Whether the actual arithmetic result it has when applied to negative numbers is more accurately referred to as “remainder” instead of “mod” is irrelevant to what the operator itself is called, in general parlance.
Now, if you want to start a campaign to rename it to something else which you think will protect poor innocent programmers from the ravages of incorrect code, knock yourself out. But don’t act like calling it by its common name is a “fact” that people “get wrong”.

Dick.

Leave the name-calling out of this thread and forum, please.

This is a weird misconception in Canada, too. I suspect it’s universal to countries with progressive income tax brackets.

I tend to get more pedantic about lending objects, rather than money.

“Can I borrow your Kleenex?”
Absolutely not! You may take a tissue and I’d rather you throw it away when you’re done. Please don’t give it back to me. :eek:

I could care less, but doing so would require greater effort and I’m not inclined to do more than utter the first phrase of this sentence. :wink:

No, no: I’m eating cereal for breakfast, lunch, and dinner; the roof leaks, the walls are cracked; the wife does nothing but nag me, the kids are always screaming and fighting, the dog uses the main hallway for its toilet, and not a night goes by without hearing a gunshot in the neighborhood.
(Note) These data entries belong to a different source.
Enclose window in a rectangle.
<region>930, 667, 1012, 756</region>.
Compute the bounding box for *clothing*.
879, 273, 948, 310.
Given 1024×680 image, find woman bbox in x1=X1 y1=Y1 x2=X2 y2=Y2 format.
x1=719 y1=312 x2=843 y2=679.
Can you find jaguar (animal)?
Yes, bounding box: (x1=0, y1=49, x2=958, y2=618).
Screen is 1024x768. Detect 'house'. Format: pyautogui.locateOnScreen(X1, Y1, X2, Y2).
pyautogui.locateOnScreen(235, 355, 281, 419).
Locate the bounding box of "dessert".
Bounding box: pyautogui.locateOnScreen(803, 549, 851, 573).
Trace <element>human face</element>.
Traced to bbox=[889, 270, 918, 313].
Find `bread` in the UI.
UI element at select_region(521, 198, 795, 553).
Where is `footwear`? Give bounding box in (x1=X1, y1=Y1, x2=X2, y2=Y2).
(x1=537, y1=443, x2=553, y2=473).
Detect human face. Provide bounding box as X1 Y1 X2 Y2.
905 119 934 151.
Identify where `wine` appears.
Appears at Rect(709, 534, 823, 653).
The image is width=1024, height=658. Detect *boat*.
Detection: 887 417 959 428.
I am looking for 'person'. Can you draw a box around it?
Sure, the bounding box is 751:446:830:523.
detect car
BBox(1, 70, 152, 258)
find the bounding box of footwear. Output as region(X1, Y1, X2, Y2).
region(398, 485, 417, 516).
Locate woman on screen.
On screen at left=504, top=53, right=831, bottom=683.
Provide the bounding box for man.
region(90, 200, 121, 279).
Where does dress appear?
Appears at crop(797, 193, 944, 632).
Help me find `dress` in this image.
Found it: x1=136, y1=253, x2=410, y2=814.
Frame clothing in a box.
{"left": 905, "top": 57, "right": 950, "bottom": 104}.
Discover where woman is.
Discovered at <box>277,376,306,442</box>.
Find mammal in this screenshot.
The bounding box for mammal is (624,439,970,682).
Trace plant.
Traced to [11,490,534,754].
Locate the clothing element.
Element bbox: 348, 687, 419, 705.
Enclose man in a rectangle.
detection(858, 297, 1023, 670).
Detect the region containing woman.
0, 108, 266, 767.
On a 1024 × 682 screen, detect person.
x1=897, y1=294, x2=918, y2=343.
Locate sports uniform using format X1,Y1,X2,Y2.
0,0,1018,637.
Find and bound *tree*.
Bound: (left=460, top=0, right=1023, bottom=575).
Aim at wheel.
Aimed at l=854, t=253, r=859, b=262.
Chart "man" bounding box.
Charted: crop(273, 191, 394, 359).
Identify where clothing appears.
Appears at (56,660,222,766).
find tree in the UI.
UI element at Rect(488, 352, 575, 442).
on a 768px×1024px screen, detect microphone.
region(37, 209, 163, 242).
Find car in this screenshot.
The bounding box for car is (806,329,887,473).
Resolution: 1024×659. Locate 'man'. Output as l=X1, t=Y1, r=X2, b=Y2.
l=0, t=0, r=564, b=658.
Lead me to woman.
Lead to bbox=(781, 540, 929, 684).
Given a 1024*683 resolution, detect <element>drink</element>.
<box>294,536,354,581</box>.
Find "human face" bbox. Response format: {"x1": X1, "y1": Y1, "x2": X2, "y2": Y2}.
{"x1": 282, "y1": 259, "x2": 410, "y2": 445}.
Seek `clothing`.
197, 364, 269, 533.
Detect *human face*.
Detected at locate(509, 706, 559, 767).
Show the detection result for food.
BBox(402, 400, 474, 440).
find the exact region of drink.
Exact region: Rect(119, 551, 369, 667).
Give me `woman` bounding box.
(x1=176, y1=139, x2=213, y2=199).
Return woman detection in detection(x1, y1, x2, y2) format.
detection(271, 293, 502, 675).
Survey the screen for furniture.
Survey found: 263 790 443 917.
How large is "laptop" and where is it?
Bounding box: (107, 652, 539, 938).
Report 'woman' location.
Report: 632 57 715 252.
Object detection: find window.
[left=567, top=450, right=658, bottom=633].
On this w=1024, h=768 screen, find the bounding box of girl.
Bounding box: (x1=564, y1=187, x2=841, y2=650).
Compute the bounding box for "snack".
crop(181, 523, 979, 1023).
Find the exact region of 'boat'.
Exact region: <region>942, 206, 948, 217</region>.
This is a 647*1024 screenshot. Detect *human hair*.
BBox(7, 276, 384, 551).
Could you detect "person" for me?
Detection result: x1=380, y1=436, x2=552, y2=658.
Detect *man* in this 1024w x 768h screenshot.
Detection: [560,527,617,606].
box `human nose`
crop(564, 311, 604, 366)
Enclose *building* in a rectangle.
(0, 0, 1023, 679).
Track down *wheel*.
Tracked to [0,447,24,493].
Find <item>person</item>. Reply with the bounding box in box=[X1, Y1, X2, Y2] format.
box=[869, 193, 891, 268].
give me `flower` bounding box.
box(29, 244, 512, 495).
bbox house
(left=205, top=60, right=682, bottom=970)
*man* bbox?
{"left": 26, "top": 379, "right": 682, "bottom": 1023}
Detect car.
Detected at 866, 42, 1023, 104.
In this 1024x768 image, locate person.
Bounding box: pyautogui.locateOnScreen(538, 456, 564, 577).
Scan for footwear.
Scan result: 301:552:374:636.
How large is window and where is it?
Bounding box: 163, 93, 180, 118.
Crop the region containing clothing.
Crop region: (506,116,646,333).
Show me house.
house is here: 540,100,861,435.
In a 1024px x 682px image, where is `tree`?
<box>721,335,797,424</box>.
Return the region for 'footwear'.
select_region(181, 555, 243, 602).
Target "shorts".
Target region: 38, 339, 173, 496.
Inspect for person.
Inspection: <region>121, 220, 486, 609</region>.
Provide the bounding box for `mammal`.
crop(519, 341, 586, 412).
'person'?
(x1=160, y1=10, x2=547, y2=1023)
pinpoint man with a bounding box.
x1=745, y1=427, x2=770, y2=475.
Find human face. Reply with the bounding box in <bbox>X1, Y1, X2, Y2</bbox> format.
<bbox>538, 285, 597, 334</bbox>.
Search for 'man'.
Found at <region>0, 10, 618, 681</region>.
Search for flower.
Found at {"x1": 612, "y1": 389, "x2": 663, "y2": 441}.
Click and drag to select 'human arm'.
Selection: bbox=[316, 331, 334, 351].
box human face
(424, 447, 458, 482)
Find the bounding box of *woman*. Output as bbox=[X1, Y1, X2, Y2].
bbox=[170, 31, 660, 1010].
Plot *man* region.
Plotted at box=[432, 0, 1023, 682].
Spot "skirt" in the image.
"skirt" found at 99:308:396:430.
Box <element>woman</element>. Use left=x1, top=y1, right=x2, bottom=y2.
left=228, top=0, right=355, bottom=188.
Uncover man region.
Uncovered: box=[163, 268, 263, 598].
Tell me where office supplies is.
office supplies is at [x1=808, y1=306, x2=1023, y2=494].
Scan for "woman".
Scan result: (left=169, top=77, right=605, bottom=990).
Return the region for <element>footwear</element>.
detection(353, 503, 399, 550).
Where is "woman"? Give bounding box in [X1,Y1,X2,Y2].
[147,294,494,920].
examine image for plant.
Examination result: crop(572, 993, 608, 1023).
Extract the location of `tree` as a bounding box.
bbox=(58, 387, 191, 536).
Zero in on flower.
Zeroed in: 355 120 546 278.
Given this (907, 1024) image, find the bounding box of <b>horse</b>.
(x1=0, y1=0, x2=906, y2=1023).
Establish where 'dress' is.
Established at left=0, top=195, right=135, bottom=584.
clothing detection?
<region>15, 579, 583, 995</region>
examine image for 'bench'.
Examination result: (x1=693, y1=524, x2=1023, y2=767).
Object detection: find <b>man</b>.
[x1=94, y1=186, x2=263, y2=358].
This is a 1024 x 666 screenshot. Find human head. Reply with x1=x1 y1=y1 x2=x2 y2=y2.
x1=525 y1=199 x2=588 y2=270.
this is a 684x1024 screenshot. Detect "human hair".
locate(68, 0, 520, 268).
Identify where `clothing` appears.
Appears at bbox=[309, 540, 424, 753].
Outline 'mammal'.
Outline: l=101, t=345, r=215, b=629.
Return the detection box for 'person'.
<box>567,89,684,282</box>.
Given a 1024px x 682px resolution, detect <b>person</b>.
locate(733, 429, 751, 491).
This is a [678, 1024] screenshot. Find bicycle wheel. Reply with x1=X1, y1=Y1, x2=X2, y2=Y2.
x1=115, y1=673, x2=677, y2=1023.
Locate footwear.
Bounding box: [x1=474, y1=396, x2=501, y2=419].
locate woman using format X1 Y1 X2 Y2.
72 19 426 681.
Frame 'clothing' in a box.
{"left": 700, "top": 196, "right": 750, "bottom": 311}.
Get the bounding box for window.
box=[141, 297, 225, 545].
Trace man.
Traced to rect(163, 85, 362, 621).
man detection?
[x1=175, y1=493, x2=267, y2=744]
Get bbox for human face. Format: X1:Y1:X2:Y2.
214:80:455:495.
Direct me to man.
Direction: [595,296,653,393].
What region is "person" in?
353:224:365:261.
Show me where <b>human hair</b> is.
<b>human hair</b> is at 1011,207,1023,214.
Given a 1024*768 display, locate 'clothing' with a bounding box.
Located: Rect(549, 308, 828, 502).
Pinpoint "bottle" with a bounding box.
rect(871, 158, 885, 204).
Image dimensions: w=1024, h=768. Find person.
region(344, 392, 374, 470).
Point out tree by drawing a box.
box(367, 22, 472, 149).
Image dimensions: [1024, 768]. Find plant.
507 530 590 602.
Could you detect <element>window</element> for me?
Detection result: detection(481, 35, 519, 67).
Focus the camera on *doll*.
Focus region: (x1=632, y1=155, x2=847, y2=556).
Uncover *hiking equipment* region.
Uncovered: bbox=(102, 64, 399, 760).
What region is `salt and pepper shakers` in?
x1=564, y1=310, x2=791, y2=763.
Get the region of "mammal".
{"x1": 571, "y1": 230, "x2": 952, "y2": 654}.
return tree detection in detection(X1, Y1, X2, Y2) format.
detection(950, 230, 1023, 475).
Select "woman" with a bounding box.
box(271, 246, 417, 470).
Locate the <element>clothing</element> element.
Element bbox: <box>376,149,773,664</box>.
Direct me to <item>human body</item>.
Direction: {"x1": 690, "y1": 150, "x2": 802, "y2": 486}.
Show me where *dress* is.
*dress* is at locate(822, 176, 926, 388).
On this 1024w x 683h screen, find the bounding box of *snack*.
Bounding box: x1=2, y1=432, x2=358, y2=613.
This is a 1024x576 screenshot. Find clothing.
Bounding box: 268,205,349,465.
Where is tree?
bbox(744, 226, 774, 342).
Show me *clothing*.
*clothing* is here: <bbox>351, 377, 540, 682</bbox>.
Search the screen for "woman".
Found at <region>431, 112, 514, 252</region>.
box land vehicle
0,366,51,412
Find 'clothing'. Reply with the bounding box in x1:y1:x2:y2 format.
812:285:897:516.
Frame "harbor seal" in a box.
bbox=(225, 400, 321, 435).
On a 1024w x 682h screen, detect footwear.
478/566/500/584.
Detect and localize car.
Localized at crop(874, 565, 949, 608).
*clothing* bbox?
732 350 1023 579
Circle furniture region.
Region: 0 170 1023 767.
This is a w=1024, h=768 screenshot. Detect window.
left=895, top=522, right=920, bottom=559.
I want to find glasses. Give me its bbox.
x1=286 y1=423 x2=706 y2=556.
Nobody in their right mind would call that living! :mad:

My irritation is the increasing use of *purposefully *when intentionally is the correct term.

Jane intentionally left the car lights on throughout Tuesday night because she didn’t want to go to work on Wednesday morning. [COLOR=Navy] Therefore the battery drainage was not accidental; she let the battery die on-purpose so the car wouldn’t start in the morning. [/COLOR]Then on Thursday, when he was striding purposefully into the HR manager’s office, we all knew she was filing a long-overdue greivance against her manager, Carl.

[While on-purpose is a coloquial equivalent of intentional, it is erroneous to make the next shift to purposeful, which has a different meaning.]

I realize, however, that the dictionary is updating (or has updated) purposeful to follow popular misusage. :frowning:

–G!

When I was in school, our English teachers drilled into us the fact that “lend” is a verb, and “loan” is always a noun.

That’s a good example of a little fact your teachers got wrong, since loan is often a verb.